The Forever War is a 1974 science fiction novel by Joe Haldeman. It has been released in several different editions; I am specifically reviewing Haldeman’s “definitive” 1997 version. Here, everyman William Mandella is conscripted into an interstellar war, and finds that because of time dilation caused by space travel at near-light speeds, hundreds of years have passed each time he returns to Earth.
Haldeman’s imaginative use of hard science fiction is refreshing in these Star Trek times, where things like time dilation and the laws of physics in general are ignored whenever convenient. In this short novel, Haldeman does a very nice job of making the reader feel that centuries really have passed, and of exploring the inevitable alienation Mandella feels in a way the reader can relate to. Haldeman’s social commentary, which is generally centered around future shock, is thought-provoking, and The Forever War’s take on the societal future of homosexuality is unique (get ready, Christian right).
The Forever War is plainly anti-war, but not in an obnoxiously overt way; it is widely considered to be based on Haldeman’s own Vietnam War experience. Certainly it dwells at length on the tedium and futility of war. In fact, the tedium of the war occasionally becomes the tedium of the book. This isn’t a long novel, but the pace could have been better even so. The grunt’s-eye view of battle might be realistic, but it often isn’t all that interesting.
Haldeman’s writing style helps the novel. More often than you’d hope, he throws out a sentence that’s a real clunker, but his broad-strokes approach fits what he’s trying to do here and leaves plenty of room for the reader’s imagination (in fact, the lack of detail and explanation only adds to Mandella’s displacement). And the novel is accessible enough not to be pigeonholed as strictly “military sci-fi.”
On the whole, The Forever War is an interesting, imaginative, accessible piece of science fiction.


→ AIM OF THE EXERCISE
Word for word, repeat all the entries below, but without the pictures.
(DATA PROVIDED Opens)
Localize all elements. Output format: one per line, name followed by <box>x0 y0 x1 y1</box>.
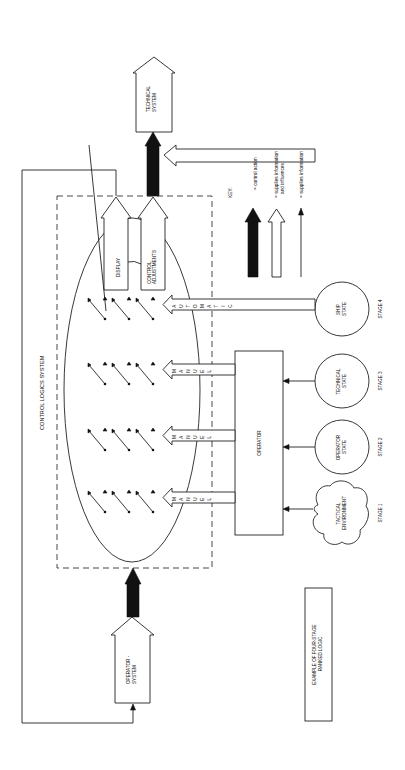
control-action-arrow-bottom <box>125 568 141 617</box>
control-logics-system-box <box>57 196 212 568</box>
switch-group-stage-4 <box>88 297 155 320</box>
operator-box: OPERATOR <box>235 351 283 535</box>
switch-groups <box>88 297 155 513</box>
tactical-environment-node: TACTICAL ENVIRONMENT <box>313 481 368 545</box>
operator-state-node: OPERATOR STATE <box>315 420 369 474</box>
svg-text:M: M <box>200 304 205 308</box>
automatic-arrow-stage-4 <box>164 145 315 166</box>
diagram-title-box: EXAMPLE OF FOUR-STAGE RANKED LOGIC <box>305 588 332 721</box>
operator-label: OPERATOR <box>257 430 262 456</box>
control-adjustments-arrow: CONTROL ADJUSTMENTS <box>138 197 168 290</box>
stage-2-label: STAGE 2 <box>378 437 383 457</box>
svg-text:L: L <box>207 497 212 500</box>
svg-text:E: E <box>200 498 205 501</box>
manual-arrow-stage-1: MANUEL <box>163 488 235 507</box>
info-arrow-stage-1 <box>283 507 313 512</box>
switch-group-stage-1 <box>88 490 155 513</box>
control-logics-system-label: CONTROL LOGICS SYSTEM <box>39 355 45 430</box>
svg-text:N: N <box>186 369 191 372</box>
info-arrow-stage-3 <box>283 379 315 384</box>
svg-text:L: L <box>207 435 212 438</box>
switch-group-stage-3 <box>88 362 155 385</box>
svg-text:= control action: = control action <box>253 157 258 190</box>
svg-text:T: T <box>214 305 219 308</box>
svg-text:M: M <box>172 435 177 439</box>
svg-text:N: N <box>186 435 191 438</box>
display-control-connector <box>128 261 141 264</box>
svg-text:U: U <box>179 304 184 307</box>
stage-1-label: STAGE 1 <box>378 503 383 523</box>
svg-text:O: O <box>193 304 198 308</box>
svg-text:I: I <box>221 305 226 306</box>
display-label: DISPLAY <box>116 258 121 277</box>
ship-state-node: SHIP STATE <box>315 282 369 336</box>
svg-text:U: U <box>193 497 198 500</box>
key-title: KEY: <box>228 187 233 198</box>
control-action-arrow-top <box>145 132 161 196</box>
svg-text:M: M <box>172 497 177 501</box>
svg-text:= supplies information: = supplies information <box>299 151 304 198</box>
four-stage-ranked-logic-diagram: TECHNICAL SYSTEM CONTROL LOGICS SYSTEM D… <box>0 0 405 770</box>
svg-text:E: E <box>200 370 205 373</box>
info-arrow-stage-2 <box>283 445 315 450</box>
switch-group-stage-2 <box>88 428 155 451</box>
svg-text:SHIP STATE: SHIP STATE <box>336 302 347 316</box>
svg-text:U: U <box>193 369 198 372</box>
automatic-arrow-stage-4: AUTOMATIC <box>163 295 315 314</box>
stage-4-label: STAGE 4 <box>378 299 383 319</box>
key-supplies-info: = supplies information <box>299 151 305 277</box>
svg-text:L: L <box>207 369 212 372</box>
technical-system-arrow: TECHNICAL SYSTEM <box>133 57 175 132</box>
technical-state-node: TECHNICAL STATE <box>315 354 369 408</box>
svg-text:N: N <box>186 497 191 500</box>
svg-text:M: M <box>172 369 177 373</box>
manual-arrow-stage-2: MANUEL <box>163 426 235 445</box>
svg-text:T: T <box>186 305 191 308</box>
svg-text:E: E <box>200 436 205 439</box>
key-control-action: = control action <box>245 157 261 277</box>
operator-system-arrow: OPERATOR - SYSTEM <box>111 617 154 703</box>
stage-3-label: STAGE 3 <box>378 371 383 391</box>
key-legend: KEY: = control action = supplies informa… <box>228 150 304 277</box>
display-arrow: DISPLAY <box>101 197 131 290</box>
logic-ellipse <box>64 218 200 562</box>
key-supplies-info-and-influences: = supplies information and influences <box>268 150 285 277</box>
svg-text:U: U <box>193 435 198 438</box>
(DATA PROVIDED Closes)
→ EXERCISE ANSWER
Localize all elements. Output format: one per line, name followed by <box>x0 y0 x1 y1</box>.
control-action-arrow-bottom <box>125 568 141 617</box>
control-logics-system-box <box>57 196 212 568</box>
switch-group-stage-4 <box>88 297 155 320</box>
operator-box: OPERATOR <box>235 351 283 535</box>
switch-groups <box>88 297 155 513</box>
tactical-environment-node: TACTICAL ENVIRONMENT <box>313 481 368 545</box>
operator-state-node: OPERATOR STATE <box>315 420 369 474</box>
svg-text:M: M <box>200 304 205 308</box>
automatic-arrow-stage-4 <box>164 145 315 166</box>
diagram-title-box: EXAMPLE OF FOUR-STAGE RANKED LOGIC <box>305 588 332 721</box>
operator-label: OPERATOR <box>257 430 262 456</box>
control-adjustments-arrow: CONTROL ADJUSTMENTS <box>138 197 168 290</box>
stage-2-label: STAGE 2 <box>378 437 383 457</box>
svg-text:L: L <box>207 497 212 500</box>
svg-text:E: E <box>200 498 205 501</box>
manual-arrow-stage-1: MANUEL <box>163 488 235 507</box>
info-arrow-stage-1 <box>283 507 313 512</box>
switch-group-stage-1 <box>88 490 155 513</box>
control-logics-system-label: CONTROL LOGICS SYSTEM <box>39 355 45 430</box>
svg-text:N: N <box>186 369 191 372</box>
info-arrow-stage-3 <box>283 379 315 384</box>
svg-text:L: L <box>207 435 212 438</box>
switch-group-stage-3 <box>88 362 155 385</box>
svg-text:= control action: = control action <box>253 157 258 190</box>
svg-text:T: T <box>214 305 219 308</box>
svg-text:M: M <box>172 435 177 439</box>
svg-text:N: N <box>186 435 191 438</box>
display-control-connector <box>128 261 141 264</box>
svg-text:U: U <box>179 304 184 307</box>
stage-1-label: STAGE 1 <box>378 503 383 523</box>
svg-text:O: O <box>193 304 198 308</box>
svg-text:I: I <box>221 305 226 306</box>
display-label: DISPLAY <box>116 258 121 277</box>
ship-state-node: SHIP STATE <box>315 282 369 336</box>
svg-text:U: U <box>193 497 198 500</box>
key-title: KEY: <box>228 187 233 198</box>
control-action-arrow-top <box>145 132 161 196</box>
svg-text:M: M <box>172 497 177 501</box>
svg-text:= supplies information: = supplies information <box>299 151 304 198</box>
four-stage-ranked-logic-diagram: TECHNICAL SYSTEM CONTROL LOGICS SYSTEM D… <box>0 0 405 770</box>
svg-text:E: E <box>200 370 205 373</box>
info-arrow-stage-2 <box>283 445 315 450</box>
switch-group-stage-2 <box>88 428 155 451</box>
svg-text:SHIP STATE: SHIP STATE <box>336 302 347 316</box>
svg-text:U: U <box>193 369 198 372</box>
automatic-arrow-stage-4: AUTOMATIC <box>163 295 315 314</box>
stage-4-label: STAGE 4 <box>378 299 383 319</box>
key-supplies-info: = supplies information <box>299 151 305 277</box>
svg-text:L: L <box>207 369 212 372</box>
technical-system-arrow: TECHNICAL SYSTEM <box>133 57 175 132</box>
technical-state-node: TECHNICAL STATE <box>315 354 369 408</box>
svg-text:N: N <box>186 497 191 500</box>
svg-text:M: M <box>172 369 177 373</box>
manual-arrow-stage-2: MANUEL <box>163 426 235 445</box>
svg-text:T: T <box>186 305 191 308</box>
svg-text:E: E <box>200 436 205 439</box>
key-control-action: = control action <box>245 157 261 277</box>
operator-system-arrow: OPERATOR - SYSTEM <box>111 617 154 703</box>
stage-3-label: STAGE 3 <box>378 371 383 391</box>
key-legend: KEY: = control action = supplies informa… <box>228 150 304 277</box>
display-arrow: DISPLAY <box>101 197 131 290</box>
logic-ellipse <box>64 218 200 562</box>
key-supplies-info-and-influences: = supplies information and influences <box>268 150 285 277</box>
svg-text:U: U <box>193 435 198 438</box>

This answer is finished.